Personal and academic blog. Explores the borderlands between rhetoric, politics and intelligence.

5.10.04

Ken Bigley and the Stockholm Syndrome

The British engineer Ken Bigley is held hostage in Iraq under threat of execution. As spectators we can't help being touched by the drama - especially as it has widened from a political issue to a family matter. The developments in this horrible situation can perhaps be explained by the dynamics of rhetorical persuasion.

At the outset the kidnappers? demands were clear-cut: after the now common denunciations of the US-British occupation of Iraq, they demanded the release of a number of women prisoners from Iraqi prisons. Ken Bigley's family answered this message - and thereby took the part of the opponent in this rhetorical "dialogue" (Tony Blair and the government has taken this role to a lesser degree so you could argue that this is a trialogue). As it has been noted in English media (e.g. The Independent - but exactly which issue is unknown as it has gone astray in my humble abode) the message from the Bigley family changed drastically from their first statement to their next.

At first they blamed the government for not caring anything for Ken Bigley (thereby echoing Bigley's own - and certainly instructed - messages on grainy internet footage). But in their second message they focused much more on family values (Ken Bigley's mother is in her 80'ies and the stress of the situation takes a heavy toll on her), giving the kidnappers some credit and acknowledging that they already had won a victory by getting the world's attention. They should now spare the innocent citizen that had been their means of getting that attention.

As noted in the Independent this shift certainly bears the marks of professional hostage negotiations ? and a strong hint that the family had gotten some firm directions from government experts. By admitting a success for the kidnappers they try to buy time. And the more time goes by, the more a relationship between hostage and kidnappers develop ? the so called Stockholm Syndrome.

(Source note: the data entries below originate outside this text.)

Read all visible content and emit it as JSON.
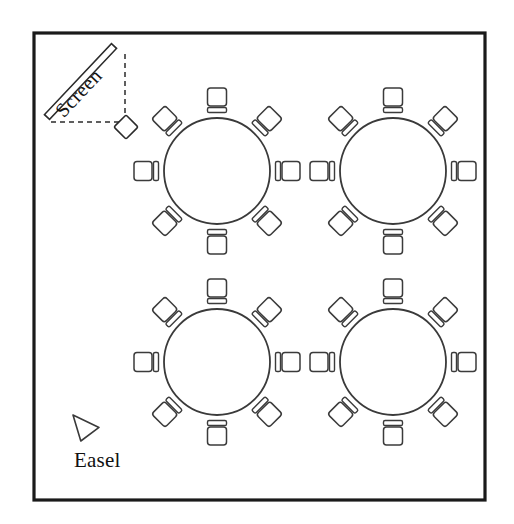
{
  "diagram": {
    "type": "floor-plan",
    "room": {
      "x": 34,
      "y": 33,
      "width": 451,
      "height": 467,
      "border_color": "#1a1a1a",
      "fill_color": "#ffffff"
    },
    "labels": {
      "screen": "Screen",
      "easel": "Easel"
    },
    "screen": {
      "name": "projection-screen",
      "from_x": 47,
      "from_y": 117,
      "to_x": 114,
      "to_y": 46,
      "thickness": 7,
      "rotation_deg": -46
    },
    "projection": {
      "name": "projection-cone",
      "apex_x": 125,
      "apex_y": 122,
      "corner_x": 51,
      "corner_y": 122,
      "top_x": 125,
      "top_y": 50,
      "style": "dashed"
    },
    "projector": {
      "name": "projector",
      "cx": 126,
      "cy": 127,
      "size": 17,
      "rotation_deg": 45
    },
    "easel": {
      "name": "easel-marker",
      "cx": 86,
      "cy": 428,
      "width": 26,
      "height": 26,
      "label_x": 74,
      "label_y": 467
    },
    "chair_geometry": {
      "seat_width": 19,
      "seat_height": 18,
      "seat_radius": 3,
      "back_width": 19,
      "back_height": 5,
      "back_gap": 1.5,
      "orbit_radius": 74
    },
    "tables": [
      {
        "name": "table-top-left",
        "id": "T1",
        "cx": 217,
        "cy": 171,
        "radius": 53,
        "seats": 8,
        "seat_angles": [
          270,
          315,
          0,
          45,
          90,
          135,
          180,
          225
        ]
      },
      {
        "name": "table-top-right",
        "id": "T2",
        "cx": 393,
        "cy": 171,
        "radius": 53,
        "seats": 8,
        "seat_angles": [
          270,
          315,
          0,
          45,
          90,
          135,
          180,
          225
        ]
      },
      {
        "name": "table-bottom-left",
        "id": "T3",
        "cx": 217,
        "cy": 362,
        "radius": 53,
        "seats": 8,
        "seat_angles": [
          270,
          315,
          0,
          45,
          90,
          135,
          180,
          225
        ]
      },
      {
        "name": "table-bottom-right",
        "id": "T4",
        "cx": 393,
        "cy": 362,
        "radius": 53,
        "seats": 8,
        "seat_angles": [
          270,
          315,
          0,
          45,
          90,
          135,
          180,
          225
        ]
      }
    ],
    "totals": {
      "tables": 4,
      "chairs_per_table": 8,
      "total_chairs": 32
    }
  }
}
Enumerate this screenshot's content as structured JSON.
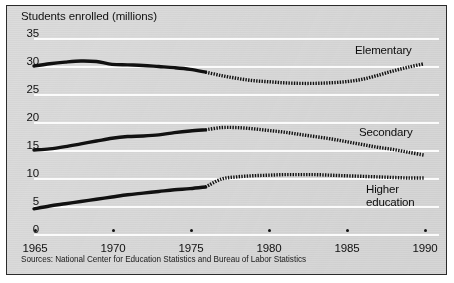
{
  "figure": {
    "title": "Students enrolled (millions)",
    "source_note": "Sources: National Center for Education Statistics and Bureau of Labor Statistics",
    "background_color": "#dcdcdc",
    "line_color": "#111111",
    "frame_color": "#2b2b2b"
  },
  "axes": {
    "y_ticks": [
      "35",
      "30",
      "25",
      "20",
      "15",
      "10",
      "5",
      "0"
    ],
    "x_ticks": [
      "1965",
      "1970",
      "1975",
      "1980",
      "1985",
      "1990"
    ]
  },
  "labels": {
    "elementary": "Elementary",
    "secondary": "Secondary",
    "higher_education": "Higher\neducation"
  },
  "chart_data": {
    "type": "line",
    "title": "Students enrolled (millions)",
    "subtitle": "",
    "xlabel": "",
    "ylabel": "Students enrolled (millions)",
    "xlim": [
      1965,
      1990
    ],
    "ylim": [
      0,
      35
    ],
    "grid": true,
    "legend_position": "inline-right-of-line-ends",
    "annotations": [
      "Solid line segments are historical (actual) data through about 1976.",
      "Dotted line segments from about 1976 to 1990 are projections."
    ],
    "x": [
      1965,
      1966,
      1967,
      1968,
      1969,
      1970,
      1971,
      1972,
      1973,
      1974,
      1975,
      1976,
      1977,
      1978,
      1979,
      1980,
      1981,
      1982,
      1983,
      1984,
      1985,
      1986,
      1987,
      1988,
      1989,
      1990
    ],
    "actual_range": [
      1965,
      1976
    ],
    "projected_range": [
      1976,
      1990
    ],
    "series": [
      {
        "name": "Elementary",
        "style": "solid-then-dotted",
        "values": [
          30.0,
          30.4,
          30.7,
          30.9,
          30.8,
          30.3,
          30.2,
          30.1,
          29.9,
          29.7,
          29.4,
          28.9,
          28.3,
          27.8,
          27.4,
          27.2,
          27.0,
          26.9,
          26.9,
          27.0,
          27.2,
          27.6,
          28.3,
          29.1,
          29.8,
          30.4
        ]
      },
      {
        "name": "Secondary",
        "style": "solid-then-dotted",
        "values": [
          15.0,
          15.2,
          15.6,
          16.1,
          16.6,
          17.1,
          17.4,
          17.5,
          17.7,
          18.1,
          18.4,
          18.6,
          19.0,
          19.0,
          18.8,
          18.5,
          18.2,
          17.8,
          17.4,
          17.0,
          16.5,
          16.0,
          15.5,
          15.1,
          14.6,
          14.1
        ]
      },
      {
        "name": "Higher education",
        "style": "solid-then-dotted",
        "values": [
          4.5,
          5.0,
          5.4,
          5.8,
          6.2,
          6.6,
          7.0,
          7.3,
          7.6,
          7.9,
          8.1,
          8.4,
          9.8,
          10.2,
          10.4,
          10.5,
          10.6,
          10.6,
          10.6,
          10.5,
          10.4,
          10.3,
          10.2,
          10.1,
          10.0,
          10.0
        ]
      }
    ]
  }
}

That this strategy has had some success can be seen in the latest development in the case. Now the kidnappers have stated that they need to define if Ken Bigley is British or Irish (his mother is Irish). Rhetorically this is a weaker position than their previous, where an "either or" could decide the entire case (much like a clear-cut criminal case - has it been done or not). Now they suddenly would have to go through two stages of deliberation before they could do anything. It will be much harder to justify his death if he was defined not to be Irish. Their opponents on the English side has had all the years under Tony Blair and New Labour to find out that a simple message - and thereby rhetorical construction - is much more powerful than the on-the-one-side-and-the-other cases that real life most often presents us with.

Hopefully this rhetorical battle spares the life of the one it's all about: helpless Ken Bigley.